It occurs to me that as I get older, I care, less and less about my appearance; at least in terms of the way I dress to combat the cold. The scary part is that I’m pretty sure it’s only going to get worse.
This isn’t to say that I don’t properly groom myself and employ basic hygiene practices, which, of course, I do. This is about big fluffy parkas, gloves so thick that individual finger use seems like a monkey myth, hoods and hats, boots and heavy wool socks. This is about staying warm with absolutely no regard to how it looks.
As is often the case, I hadn’t even noticed about myself that I had changed in this respect until I was brought into contrast a few days ago by a kid (and perhaps I should have guessed some change was occurring in me when I started calling people 5 years my junior, “kids”) who reached the door at Dunkin Donuts, where I’d stopped for my morning coffee, at the same time I did.
He gave me the old head to toe. I must have looked a little something like Randy, the younger brother from the movie A Christmas Story in all of my foul weather prepared glory---a tick, about to burst. It was -25 degrees with the wind chill, I had only driven a few blocks and the heat hadn’t really kicked in yet and I was c-o-l-d, cold.
By contrast, this kid was gloveless, hatless, hoodless, wearing dress shoes and a simple fleece zip up as his only defense against the elements. Granted, Chicagoans are a tough breed when it comes to winter weather—I, myself have been known to traipse out to the garage is nothing but a tee shirt, boxers and flip flops in the dead of winter to retrieve something from my car and bring it back into the warmth. We’re not talking about a 30 second dash here though. This is the trip to work, with a pause for coffee and it’s negative 25 degrees out!
That’s when it hit me. I used to be that kid. Refusing to wear a winter hat because I was more concerned with the way my hair looked all day long; not wearing full winter combat gear so that the other young twenty somethings stopping for coffee could see me. That was this kid now. He didn’t care as much about being cold as he did being seen---the off chance that some homecoming queen of a girl next door would walk through the doors for her morning coffee too.
I simply didn’t care.
In the days since this little encounter, I’ve paid quite a bit of attention to the way people dress for cold weather. I’m pretty sure it’s an evolution that will see me wearing a Siberian fur helmet-hat, with matching ear flaps before another decade passes. I’d rather be warm than look good. When the temperature dips below a certain point, my desire to impress anyone other than my cold fingers, toes and nose dies faster than the career of a boy band after their second CD is released.
The kid looked me up and down and dismissed me as an old, over reacting fool. I dismissed him as a naïve, foolish young kid. It was immaterial that only a few years earlier, I had been he. We ordered our coffees, paid the clerks and went our separate ways. One of us looking good, cold as ice; the other toasty warm and content as not aesthetically impressive.
They say that youth is wasted on the young, and it’s true, but at least, if nothing else, as we get older, we finally get to bundle up and stay warm.
1 comment:
you should see me on a cold day...toe socks, scarves, beanie and then I wrap myself in a blanket ( and that is at 17 degrees celcius)
I think the fur hat could work for you...as long as those expressive(cheeky) eyes of yours aren't covered.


**PROBLEM REQUIREMENTS**:
If a line in the entries below includes "this", pick it out and copy it.

[[ RECORDS SUPPLIED, beginning ]]

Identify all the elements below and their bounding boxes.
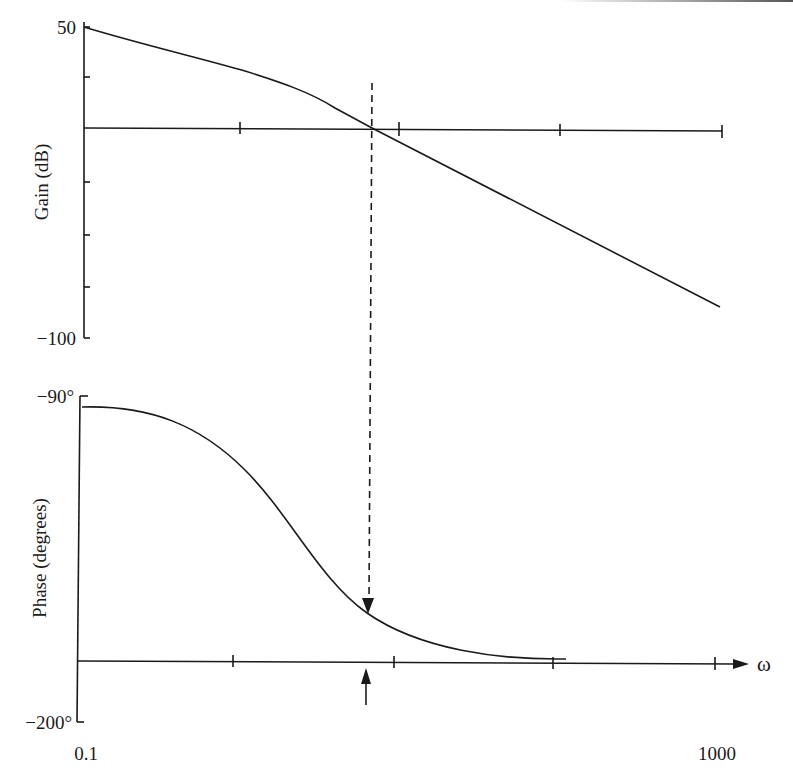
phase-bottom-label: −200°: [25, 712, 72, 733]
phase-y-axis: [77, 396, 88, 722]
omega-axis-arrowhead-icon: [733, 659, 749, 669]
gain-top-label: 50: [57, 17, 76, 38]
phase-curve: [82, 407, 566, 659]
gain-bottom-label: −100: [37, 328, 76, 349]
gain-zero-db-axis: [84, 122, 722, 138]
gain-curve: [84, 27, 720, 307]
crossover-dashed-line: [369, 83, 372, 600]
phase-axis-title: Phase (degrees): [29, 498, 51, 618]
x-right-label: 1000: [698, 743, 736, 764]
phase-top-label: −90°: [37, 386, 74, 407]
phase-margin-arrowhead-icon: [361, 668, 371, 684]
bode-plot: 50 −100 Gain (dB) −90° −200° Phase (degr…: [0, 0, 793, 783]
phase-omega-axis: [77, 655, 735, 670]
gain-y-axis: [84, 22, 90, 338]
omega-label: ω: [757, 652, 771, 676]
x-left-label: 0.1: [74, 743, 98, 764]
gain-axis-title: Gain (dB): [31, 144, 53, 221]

[[ RECORDS SUPPLIED, end ]]
[[ RECORDS SUPPLIED, beginning ]]

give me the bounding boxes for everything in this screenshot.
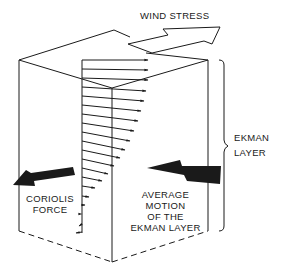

[[ RECORDS SUPPLIED, end ]]
[[ RECORDS SUPPLIED, beginning ]]

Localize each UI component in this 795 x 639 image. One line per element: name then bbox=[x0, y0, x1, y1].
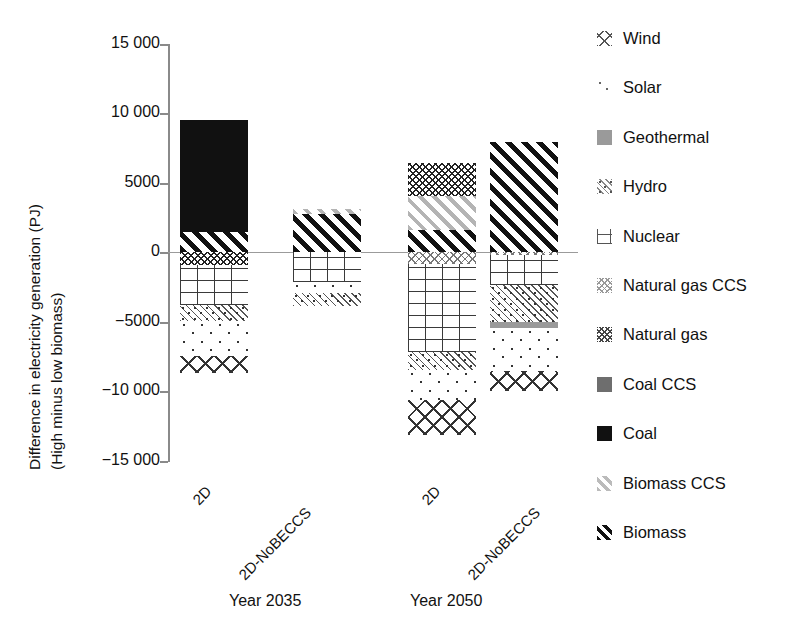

[[ RECORDS SUPPLIED, end ]]

**ANSWER TO THE PROBLEM**:
give me the bounding boxes for everything in this screenshot.
Localize each UI component in this 795 x 639 image. One line per element: name then bbox=[x0, y0, x1, y1].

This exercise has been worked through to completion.